Sketchup with Google Cardboard Virtually Reality

 Virtual reality has been around for a while and the technology has always been fairly inaccessible until more recently.

With the development of high resolution LCD screens on smart phones and a brilliant idea to combine them with a cheap $5 cardboard headset, any architect that owns these two things can put their Sketchup model into a 3d virtually environment for their clients (or themselves) to experience.

It works by displaying calibrated left and right eye images on your smartphone to give you a stereoscopic view, while the gyroscopes in the phone are used to follow your head movement when you look around. The headset basically funnels your view onto the phone’s screen. It is an uncanny experience that is difficult to describe, but very cool and guaranteed to impress your clients. The bigger the phone the better. Just be careful that they don’t throw up on you when they start getting motion sickness (seriously!).

It is not very hard to do either. I have found Kubity to be the best app available for both iOS and Android. I’ve numbered the steps to make it easy:

  1. Purchase a headset starting from the $5 cardboard variety to more upmarket plastic ones which can cost from anything up to $300. Best to get one with a touch screen trigger.
  2. Save your Sketchup model file. Make sure that you have some scenes saved because this will help you reset your view later on if you get disorientated in your model.
  3. Download the Kubity app onto your smartphone.
  4. Head to Kubity’s model upload site on a standard computer: https://www.qrvr.io/ and upload the model. Or, you can download the Kubity plugin from the Extension Warehouse and upload the model directly from within Sketchup.
  5. Once uploaded you will get a QR code that looks something like the pixellated square on the right. Open the Kubity app on your phone and change the mode to read the QR code. Once recognised, the model will automatically load to your phone.
  6. Change the model into VR mode (you’ll see a left and right eye image on your phone) and put it into your headset. Adjust the position of the phone to get the best stereo view and then put them on!
  7. Look down at your feet and trigger the “Play” mode to access the saved scenes in the model, or “Stop” mode which allows you to walk around your model using the trigger to step forward.

You can also email the web address or the QR code to your client so that they can look at it for themselves.

Kubity is current free but I am assuming that they will try and monetise the app in the not-to-distant future. At that point I hope the native Sketchup viewer for iOS and Android pick up the trail and support VR.

Kubity, at the time of writing, does not support various features in Sketchup. The display of the model is just of the textured faces, no linework or style info and face-me components are static and do not follow the camera. Sketchup models can look a bit flat as a result.

If you are up for a challenge, you can improve that output in Kubity by using a technique known as “texture baking” where you effectively project the effect of lighting into the textures of your model. It can really make your Sketchup models come alive, especially for virtual reality. It is a complex process and the subject of another hint & tips page, but to give you an overview (and this may not be the only way), you need to get a 3rd party renderer called Lightup and an FBX importer, both available from the Extension Warehouse. Lightup isn’t cheap but it is the only renderer for Sketchup that I know of that can do texture baking. Set your lighting up in Lightup, export it as a texture-baked FBX, and then reimport the file back into Sketchup. It takes a bit of fiddling but the results are worth it! See below.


• WHAT IS BEING ASKED
Using the word "circle" as the filter, copy each matching line from the records.

=== Begin Enclosure ===

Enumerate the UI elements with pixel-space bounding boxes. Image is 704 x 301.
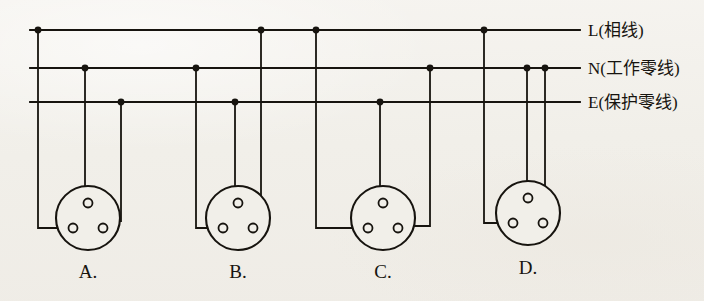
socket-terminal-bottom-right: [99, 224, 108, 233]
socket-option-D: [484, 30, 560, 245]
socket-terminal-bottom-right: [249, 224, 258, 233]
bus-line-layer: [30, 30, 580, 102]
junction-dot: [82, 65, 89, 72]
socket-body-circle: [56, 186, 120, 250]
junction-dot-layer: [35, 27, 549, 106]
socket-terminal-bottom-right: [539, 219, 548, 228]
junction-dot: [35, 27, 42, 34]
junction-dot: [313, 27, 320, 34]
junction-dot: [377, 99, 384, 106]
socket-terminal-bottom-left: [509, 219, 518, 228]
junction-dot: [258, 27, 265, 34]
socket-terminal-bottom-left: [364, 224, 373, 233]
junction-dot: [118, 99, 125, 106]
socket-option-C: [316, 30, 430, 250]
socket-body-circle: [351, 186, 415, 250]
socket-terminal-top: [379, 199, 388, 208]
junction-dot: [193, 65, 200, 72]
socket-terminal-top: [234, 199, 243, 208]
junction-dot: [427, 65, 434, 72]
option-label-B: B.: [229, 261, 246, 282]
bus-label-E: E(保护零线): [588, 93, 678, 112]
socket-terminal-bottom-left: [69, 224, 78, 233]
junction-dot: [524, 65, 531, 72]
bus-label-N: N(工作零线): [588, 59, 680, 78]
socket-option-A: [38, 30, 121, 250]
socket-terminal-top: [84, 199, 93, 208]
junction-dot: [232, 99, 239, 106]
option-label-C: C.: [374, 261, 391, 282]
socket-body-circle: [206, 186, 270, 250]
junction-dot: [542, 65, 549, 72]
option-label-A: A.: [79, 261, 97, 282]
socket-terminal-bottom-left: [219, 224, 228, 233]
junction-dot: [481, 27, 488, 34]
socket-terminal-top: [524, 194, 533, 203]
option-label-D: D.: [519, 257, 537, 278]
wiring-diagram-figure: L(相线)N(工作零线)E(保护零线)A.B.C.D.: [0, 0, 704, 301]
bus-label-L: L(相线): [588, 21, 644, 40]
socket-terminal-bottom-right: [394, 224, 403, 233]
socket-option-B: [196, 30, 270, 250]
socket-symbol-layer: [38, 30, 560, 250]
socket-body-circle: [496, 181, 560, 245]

=== End Enclosure ===
=== Begin Enclosure ===

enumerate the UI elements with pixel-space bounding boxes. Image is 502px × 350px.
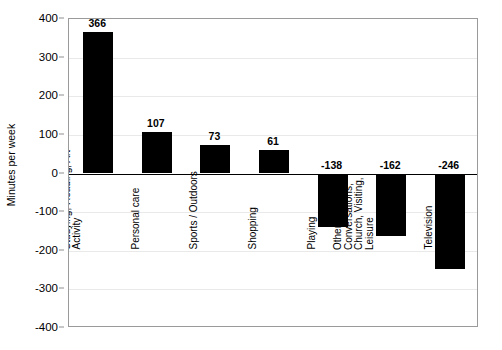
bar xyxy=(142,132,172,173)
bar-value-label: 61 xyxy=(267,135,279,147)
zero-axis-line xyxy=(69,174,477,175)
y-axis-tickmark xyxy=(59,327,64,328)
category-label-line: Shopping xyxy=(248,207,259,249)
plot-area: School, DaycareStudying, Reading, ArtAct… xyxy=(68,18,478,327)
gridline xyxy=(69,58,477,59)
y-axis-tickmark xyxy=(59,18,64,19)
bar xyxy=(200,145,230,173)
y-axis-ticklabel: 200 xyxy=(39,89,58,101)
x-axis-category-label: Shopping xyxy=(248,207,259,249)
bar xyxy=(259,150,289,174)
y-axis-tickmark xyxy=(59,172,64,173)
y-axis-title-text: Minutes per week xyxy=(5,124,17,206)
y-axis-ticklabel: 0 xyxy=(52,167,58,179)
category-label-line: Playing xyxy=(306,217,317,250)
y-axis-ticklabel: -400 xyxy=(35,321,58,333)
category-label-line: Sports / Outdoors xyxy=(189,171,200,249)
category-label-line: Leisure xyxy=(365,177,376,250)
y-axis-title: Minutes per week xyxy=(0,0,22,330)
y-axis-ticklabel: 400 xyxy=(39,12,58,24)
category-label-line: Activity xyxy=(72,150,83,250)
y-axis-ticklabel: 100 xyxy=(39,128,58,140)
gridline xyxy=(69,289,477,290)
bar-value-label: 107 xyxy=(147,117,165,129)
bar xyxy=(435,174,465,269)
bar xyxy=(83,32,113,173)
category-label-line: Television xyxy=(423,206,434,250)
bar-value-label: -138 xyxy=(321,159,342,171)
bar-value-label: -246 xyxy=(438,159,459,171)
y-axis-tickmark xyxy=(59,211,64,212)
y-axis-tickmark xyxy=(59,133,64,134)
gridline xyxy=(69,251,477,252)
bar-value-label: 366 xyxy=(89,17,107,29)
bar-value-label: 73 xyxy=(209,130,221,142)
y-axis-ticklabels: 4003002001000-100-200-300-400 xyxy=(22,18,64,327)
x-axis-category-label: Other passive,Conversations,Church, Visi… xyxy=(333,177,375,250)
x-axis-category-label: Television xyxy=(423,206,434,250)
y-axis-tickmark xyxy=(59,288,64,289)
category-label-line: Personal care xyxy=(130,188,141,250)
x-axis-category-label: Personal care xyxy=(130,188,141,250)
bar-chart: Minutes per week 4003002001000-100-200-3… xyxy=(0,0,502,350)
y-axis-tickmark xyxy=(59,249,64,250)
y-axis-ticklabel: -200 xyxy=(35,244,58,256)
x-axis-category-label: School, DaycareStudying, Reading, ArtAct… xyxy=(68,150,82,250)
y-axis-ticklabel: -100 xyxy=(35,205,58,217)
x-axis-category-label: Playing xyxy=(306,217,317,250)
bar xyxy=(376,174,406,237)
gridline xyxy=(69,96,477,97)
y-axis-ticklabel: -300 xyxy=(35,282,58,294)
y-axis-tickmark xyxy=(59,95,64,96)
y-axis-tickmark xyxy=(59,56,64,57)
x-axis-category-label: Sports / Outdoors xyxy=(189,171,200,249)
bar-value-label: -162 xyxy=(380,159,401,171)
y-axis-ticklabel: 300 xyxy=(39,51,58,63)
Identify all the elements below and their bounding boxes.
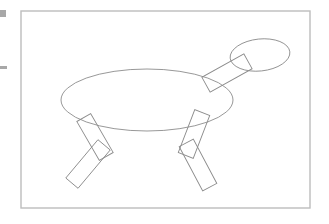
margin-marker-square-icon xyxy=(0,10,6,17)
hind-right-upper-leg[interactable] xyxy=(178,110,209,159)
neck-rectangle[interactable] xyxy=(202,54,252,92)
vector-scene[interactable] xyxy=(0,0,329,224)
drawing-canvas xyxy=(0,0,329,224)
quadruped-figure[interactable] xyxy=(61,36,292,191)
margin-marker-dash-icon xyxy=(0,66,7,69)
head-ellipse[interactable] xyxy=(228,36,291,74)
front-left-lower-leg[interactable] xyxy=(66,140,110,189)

=== End Enclosure ===

• YOUR RESPONSE
socket-body-circle: [56, 186, 120, 250]
socket-body-circle: [351, 186, 415, 250]
socket-body-circle: [206, 186, 270, 250]
socket-body-circle: [496, 181, 560, 245]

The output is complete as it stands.